Like a Tree, Walking (2021) was The Poetry Book Society Winter Choice 2021 and longlisted for the 2022 Jhalak Prize.

Lorna Goodison

Lorna Goodison CD (Order of Distinction (Jamaica)) is a Jamaican poet and leading West Indian writer of the generation. She was appointed Poet Laureate of Jamaica in 2017. In 2018, she received a Windham–Campbell Literature Prize, and in 2019, she was awarded the Queen’s Gold Medal for Poetry.

Oracabessa (2013) is a book of risky journeys, mappings and re-mappings, as the poet navigates place, history and imagination.

Mervyn Morris

Mervyn Eustace Morris OM (Order of Merit (Jamaica)) is a poet and professor emeritus at the University of the West Indies, Mona, Jamaica. In 2014, he was appointed the first post-independence Poet Laureate of Jamaica.

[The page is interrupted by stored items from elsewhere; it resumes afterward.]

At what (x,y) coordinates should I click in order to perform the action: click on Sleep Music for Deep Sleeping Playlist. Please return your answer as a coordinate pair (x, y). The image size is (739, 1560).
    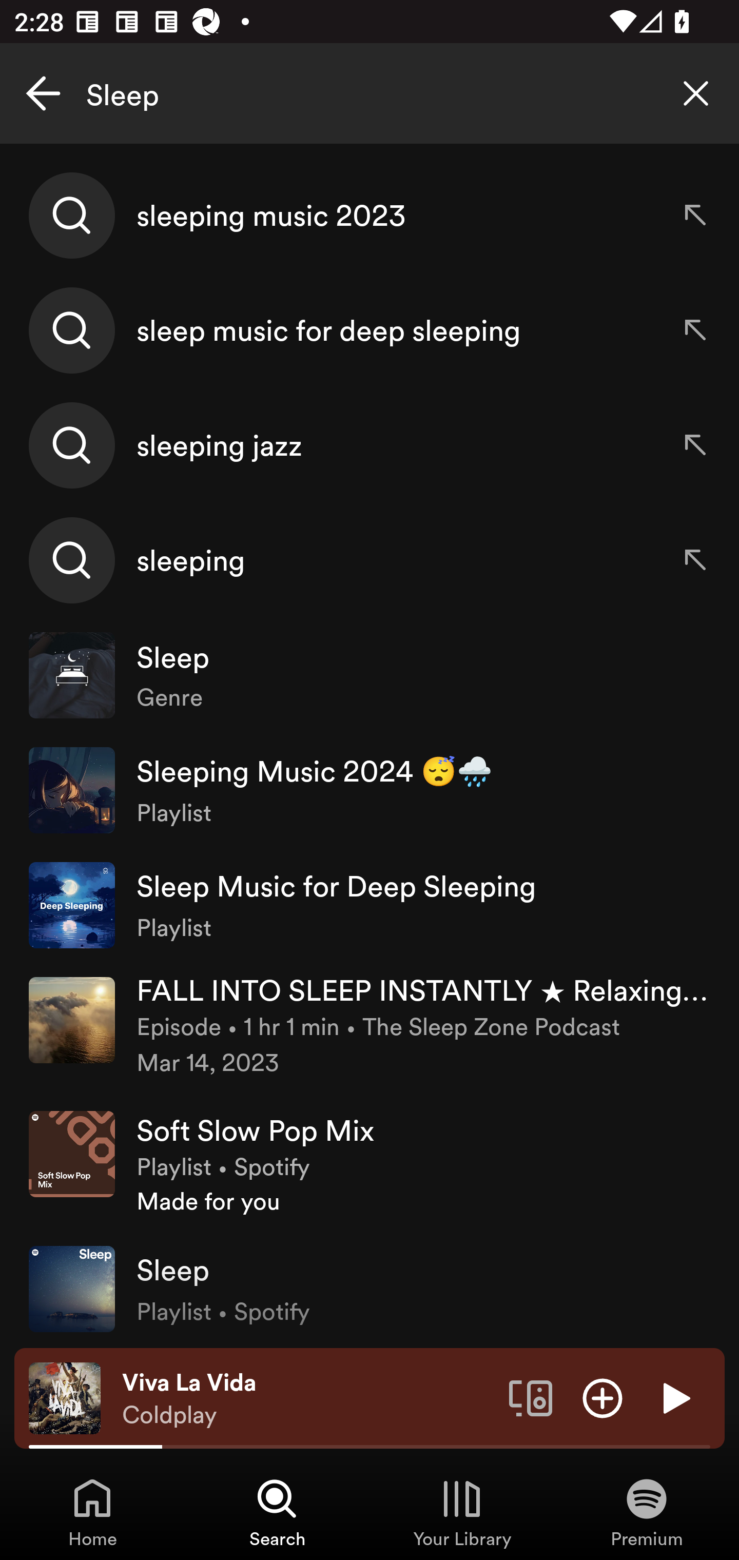
    Looking at the image, I should click on (369, 904).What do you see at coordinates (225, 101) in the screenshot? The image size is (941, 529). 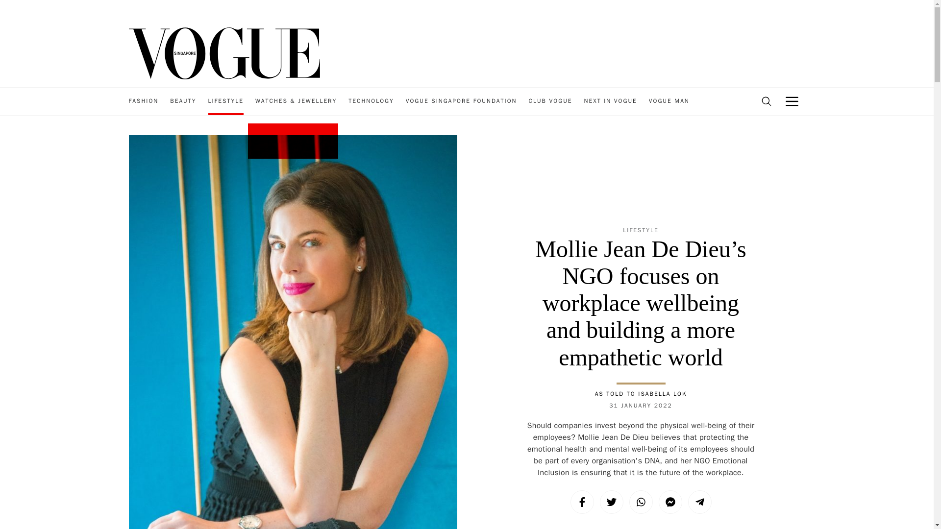 I see `LIFESTYLE` at bounding box center [225, 101].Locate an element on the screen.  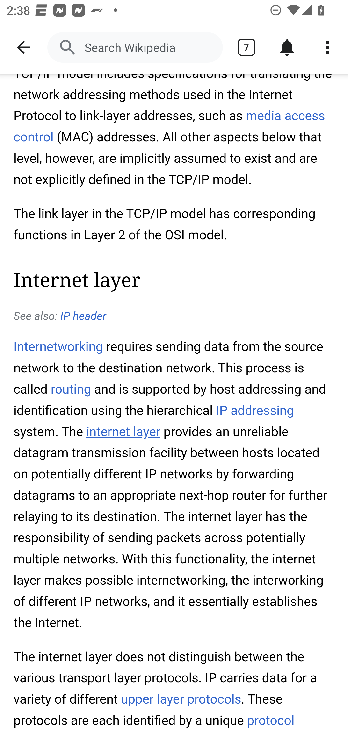
Internetworking is located at coordinates (59, 348).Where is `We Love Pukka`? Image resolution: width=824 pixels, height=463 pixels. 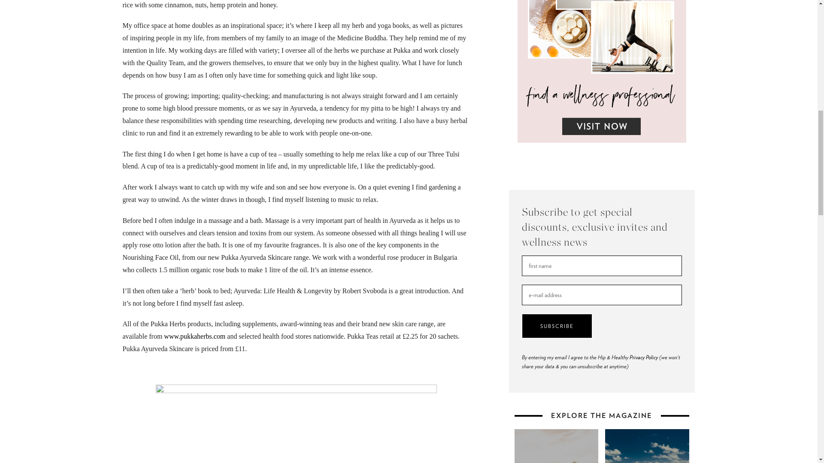 We Love Pukka is located at coordinates (296, 424).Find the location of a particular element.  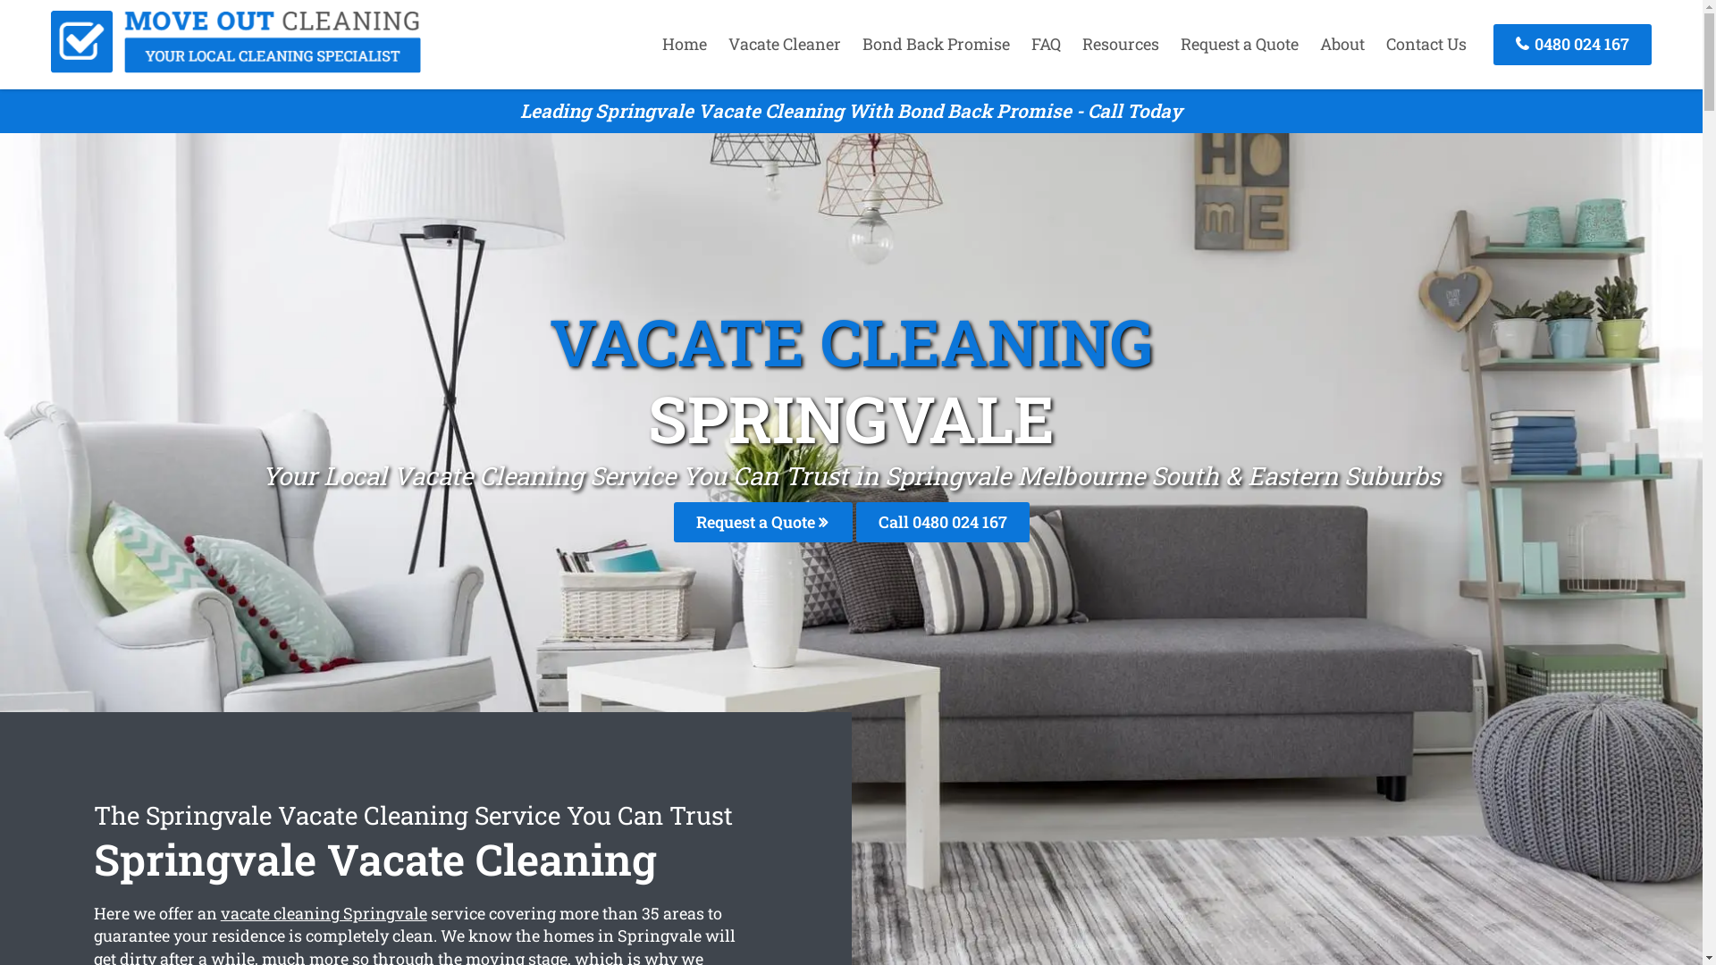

Peelin Orange (2017) explores the everyday, the erotic, love and the melancholy and comedy of being. Often drawing upon Creole dialect, Morris explores his Jamaican heritage with trademark musicality.

Fred D’ Aguiar

Fred D’Aguiar is a British-Guyanese poet, novelist, and playwright. He is currently Professor of English at UCLA.

The memories from which D’Aguiar translates the poems in Translations from Memory (2018) are cultural and personal, from the anciencies of the Gilgamesh epic to the modern world, from classical philosophy to C.L.R. James and Aimé Césaire, from Asia and Europe to the new world in which their destinies are unpredictably worked out.

The Rose of Toulouse (2013) is a book of geographies tracing the various places the poet has lived, their histories, and his own history as he travels away from who he was.

Jason Allen-Paisant

Jason Allen-Paisant is from a village called Coffee Grove in Manchester, Jamaica. At present, he’s a lecturer in Caribbean Poetry & Decolonial Thought at the University of Leeds, where he’s also the Director of the Institute for Colonial and Postcolonial Studies.

Thinking With Trees (2021) was longlisted for the 2022 OCM Bocas Prize for Caribbean Literature, as well as being an Irish Times Best Poetry Books and a White Review Book of the Year.


Access the Carcanet Caribbean Collection here.

All the books in the Carcanet Caribbean Collection are found inside the Carcanet digital book collection, made up of over 240 titles, available for subscription here.

Publishers will soon be able to set limits on the content available to preview, find out more here.